Thousands showed up to the Celebrate Life Rally and March at Colorado’s Capitol Saturday to show support for ending legal abortion.
Christian music blared from the capitol steps and attendees, many of whom brought their children, carried signs with slogans like “Every life is worth living”, “I am the pro-life generation”, and “Unborn lives matter”.
Bethany Janzen of Students for Life of America, who was heralded as a young face of the anti-abortion movement, mourned what she referred to as the “innocent people who have been legally killed”, and asked the crowd to look around and acknowledge that “one of every four of us is missing today because of abortion.”
“We are abortion survivors,” Janzen added.
The Colorado Times Recorder asked around a dozen attendees why they believe women get abortions, to which nearly all of them replied that women are scared, and many of them insisted that women aren’t aware of the alternatives to abortion.
“There’s a lot of lies that the abortion industry tells them, that it’s just a tissue, that it’s not even a living person, and that it’s not going to affect them,” said Jennifer Johnson, who brought her two sons to the rally. “But I think that if they could encounter some of the pro-life services out there they would see that there’s another option.”
Lauran Tilden, who attended the rally for the second year in a row with her two children, said she believes women terminate their pregnancies because they’re “afraid of the unknown” and “afraid of the responsibility”, and don’t realize that “it’s not going to ruin your life to love your child.”
Tilden said she used to be pro-choice, but says her views changed when she started to look into the science. “My children’s DNA is different from my own, even though they did share my body, they were a different person from the beginning, that really changed my mind.”
“I can make my choices for me, but I can’t tell them what they should do to their body,” Tilden added, “and so that’s why it made more sense for me to go pro-life.”
The march is part of a nationwide wave of marches and rallies held each year around the anniversary of the Roe vs. Wade decision, which legalized abortion for all Americans nearly forty-five years ago.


◆ TASK TO CARRY OUT ◆
Every picture should be left out, but the lines below must be repeated exactly.

[Stored dataset items]
- - -

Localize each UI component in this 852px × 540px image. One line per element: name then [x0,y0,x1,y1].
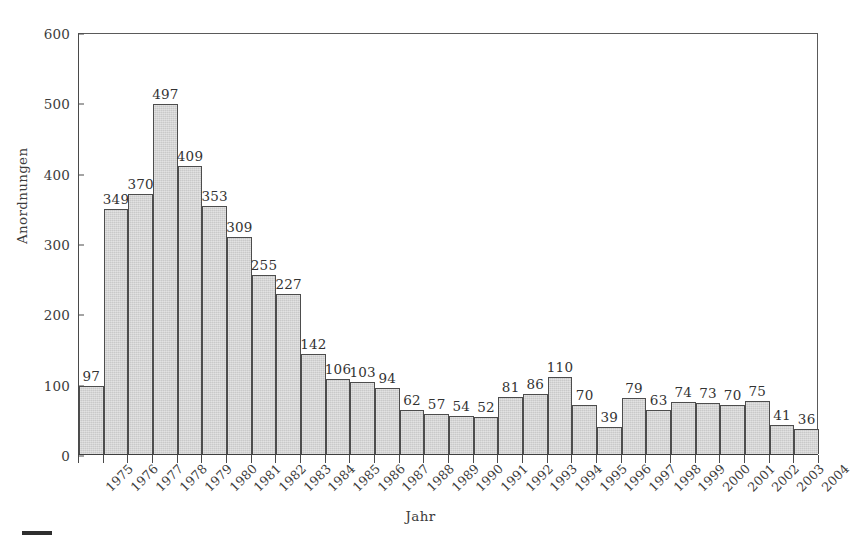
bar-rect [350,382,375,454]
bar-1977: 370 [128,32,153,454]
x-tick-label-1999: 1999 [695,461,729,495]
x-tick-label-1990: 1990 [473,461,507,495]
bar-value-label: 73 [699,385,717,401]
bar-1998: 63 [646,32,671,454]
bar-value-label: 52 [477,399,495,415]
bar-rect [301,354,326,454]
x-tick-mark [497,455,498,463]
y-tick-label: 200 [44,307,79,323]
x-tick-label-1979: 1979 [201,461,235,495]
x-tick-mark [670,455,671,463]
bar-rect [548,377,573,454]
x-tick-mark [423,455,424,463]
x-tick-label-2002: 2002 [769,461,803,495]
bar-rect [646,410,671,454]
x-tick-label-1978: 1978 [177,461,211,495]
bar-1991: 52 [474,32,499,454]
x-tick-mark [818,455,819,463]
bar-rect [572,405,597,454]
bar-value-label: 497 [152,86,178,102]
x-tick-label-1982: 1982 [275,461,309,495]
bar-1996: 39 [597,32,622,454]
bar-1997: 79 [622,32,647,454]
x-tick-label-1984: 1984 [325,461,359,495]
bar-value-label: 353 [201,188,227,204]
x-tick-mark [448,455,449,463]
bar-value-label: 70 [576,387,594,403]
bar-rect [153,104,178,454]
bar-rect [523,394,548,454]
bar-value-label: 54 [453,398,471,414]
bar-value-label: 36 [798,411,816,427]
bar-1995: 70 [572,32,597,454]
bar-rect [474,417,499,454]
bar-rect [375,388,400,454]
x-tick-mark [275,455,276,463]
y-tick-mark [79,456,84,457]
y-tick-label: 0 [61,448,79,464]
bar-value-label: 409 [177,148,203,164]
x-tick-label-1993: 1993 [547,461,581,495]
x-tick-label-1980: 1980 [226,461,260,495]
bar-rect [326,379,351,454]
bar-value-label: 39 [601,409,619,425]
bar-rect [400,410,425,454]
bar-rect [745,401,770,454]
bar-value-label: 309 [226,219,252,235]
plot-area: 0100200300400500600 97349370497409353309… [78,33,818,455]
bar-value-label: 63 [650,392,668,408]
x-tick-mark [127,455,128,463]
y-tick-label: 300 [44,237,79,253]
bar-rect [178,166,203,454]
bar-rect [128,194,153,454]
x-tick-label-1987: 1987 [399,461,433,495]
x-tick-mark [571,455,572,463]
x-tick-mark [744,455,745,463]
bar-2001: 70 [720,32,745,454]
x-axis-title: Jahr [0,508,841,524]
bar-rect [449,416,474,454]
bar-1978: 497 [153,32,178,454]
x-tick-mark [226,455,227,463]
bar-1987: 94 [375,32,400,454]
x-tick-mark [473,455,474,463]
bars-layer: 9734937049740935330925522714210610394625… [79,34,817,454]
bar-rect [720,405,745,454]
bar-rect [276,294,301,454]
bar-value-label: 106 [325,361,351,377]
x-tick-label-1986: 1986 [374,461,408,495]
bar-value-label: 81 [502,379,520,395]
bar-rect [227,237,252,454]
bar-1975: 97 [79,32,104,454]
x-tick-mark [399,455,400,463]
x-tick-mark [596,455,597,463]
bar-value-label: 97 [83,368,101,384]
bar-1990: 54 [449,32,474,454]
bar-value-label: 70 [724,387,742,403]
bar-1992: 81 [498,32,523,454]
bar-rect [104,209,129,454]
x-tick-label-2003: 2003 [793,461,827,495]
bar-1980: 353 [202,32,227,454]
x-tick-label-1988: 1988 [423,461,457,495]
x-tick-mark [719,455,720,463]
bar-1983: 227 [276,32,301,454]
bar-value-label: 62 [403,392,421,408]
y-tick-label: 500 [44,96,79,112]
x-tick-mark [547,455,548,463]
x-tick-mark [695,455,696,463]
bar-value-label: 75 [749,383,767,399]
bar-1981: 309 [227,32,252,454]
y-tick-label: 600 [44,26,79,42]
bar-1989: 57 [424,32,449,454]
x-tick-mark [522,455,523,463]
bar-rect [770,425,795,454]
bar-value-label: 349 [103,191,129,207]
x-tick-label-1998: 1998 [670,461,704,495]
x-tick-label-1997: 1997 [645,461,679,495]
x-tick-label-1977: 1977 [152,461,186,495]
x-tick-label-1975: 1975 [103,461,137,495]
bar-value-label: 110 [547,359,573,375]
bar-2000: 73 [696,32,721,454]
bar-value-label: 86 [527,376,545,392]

- - -

◆ OUTPUT FOR THIS EXERCISE ◆
Localize each UI component in this 852px × 540px image. One line per element: name then [x0,y0,x1,y1].
bar-rect [350,382,375,454]
bar-1977: 370 [128,32,153,454]
x-tick-label-1999: 1999 [695,461,729,495]
x-tick-label-1990: 1990 [473,461,507,495]
bar-value-label: 73 [699,385,717,401]
bar-1998: 63 [646,32,671,454]
bar-value-label: 52 [477,399,495,415]
bar-rect [301,354,326,454]
x-tick-mark [497,455,498,463]
y-tick-label: 200 [44,307,79,323]
x-tick-label-1979: 1979 [201,461,235,495]
x-tick-mark [670,455,671,463]
bar-rect [548,377,573,454]
x-tick-mark [423,455,424,463]
x-tick-label-2002: 2002 [769,461,803,495]
bar-rect [646,410,671,454]
x-tick-label-1978: 1978 [177,461,211,495]
bar-1991: 52 [474,32,499,454]
x-tick-mark [818,455,819,463]
bar-rect [572,405,597,454]
bar-value-label: 497 [152,86,178,102]
x-tick-label-1982: 1982 [275,461,309,495]
bar-1996: 39 [597,32,622,454]
bar-1997: 79 [622,32,647,454]
x-tick-label-1984: 1984 [325,461,359,495]
bar-value-label: 353 [201,188,227,204]
x-tick-mark [448,455,449,463]
bar-value-label: 70 [576,387,594,403]
bar-rect [153,104,178,454]
bar-rect [523,394,548,454]
bar-value-label: 54 [453,398,471,414]
bar-value-label: 36 [798,411,816,427]
bar-1995: 70 [572,32,597,454]
bar-rect [474,417,499,454]
bar-rect [375,388,400,454]
x-tick-mark [275,455,276,463]
y-tick-mark [79,456,84,457]
y-tick-label: 0 [61,448,79,464]
bar-value-label: 409 [177,148,203,164]
x-tick-label-1993: 1993 [547,461,581,495]
x-tick-label-1980: 1980 [226,461,260,495]
bar-rect [326,379,351,454]
bar-value-label: 39 [601,409,619,425]
bar-rect [400,410,425,454]
bar-rect [745,401,770,454]
bar-value-label: 309 [226,219,252,235]
plot-area: 0100200300400500600 97349370497409353309… [78,33,818,455]
bar-value-label: 63 [650,392,668,408]
x-tick-mark [127,455,128,463]
y-tick-label: 300 [44,237,79,253]
bar-rect [178,166,203,454]
bar-rect [128,194,153,454]
x-tick-label-1987: 1987 [399,461,433,495]
x-tick-mark [571,455,572,463]
x-tick-mark [744,455,745,463]
bar-2001: 70 [720,32,745,454]
x-axis-title: Jahr [0,508,841,524]
bar-rect [449,416,474,454]
bar-1978: 497 [153,32,178,454]
x-tick-mark [226,455,227,463]
bar-1987: 94 [375,32,400,454]
x-tick-mark [473,455,474,463]
bars-layer: 9734937049740935330925522714210610394625… [79,34,817,454]
bar-rect [720,405,745,454]
bar-rect [276,294,301,454]
bar-value-label: 106 [325,361,351,377]
x-tick-label-1986: 1986 [374,461,408,495]
bar-value-label: 81 [502,379,520,395]
bar-rect [227,237,252,454]
bar-1975: 97 [79,32,104,454]
x-tick-mark [399,455,400,463]
x-tick-mark [596,455,597,463]
bar-value-label: 97 [83,368,101,384]
bar-1990: 54 [449,32,474,454]
bar-value-label: 70 [724,387,742,403]
bar-1992: 81 [498,32,523,454]
bar-rect [104,209,129,454]
x-tick-label-2003: 2003 [793,461,827,495]
bar-1980: 353 [202,32,227,454]
x-tick-label-1988: 1988 [423,461,457,495]
x-tick-mark [719,455,720,463]
bar-1983: 227 [276,32,301,454]
bar-value-label: 62 [403,392,421,408]
y-tick-label: 500 [44,96,79,112]
x-tick-mark [547,455,548,463]
x-tick-mark [695,455,696,463]
bar-value-label: 75 [749,383,767,399]
bar-1981: 309 [227,32,252,454]
y-tick-label: 600 [44,26,79,42]
bar-1989: 57 [424,32,449,454]
x-tick-mark [522,455,523,463]
bar-rect [770,425,795,454]
bar-value-label: 349 [103,191,129,207]
x-tick-label-1998: 1998 [670,461,704,495]
x-tick-label-1997: 1997 [645,461,679,495]
x-tick-label-1977: 1977 [152,461,186,495]
x-tick-label-1975: 1975 [103,461,137,495]
bar-value-label: 110 [547,359,573,375]
bar-2000: 73 [696,32,721,454]
bar-value-label: 86 [527,376,545,392]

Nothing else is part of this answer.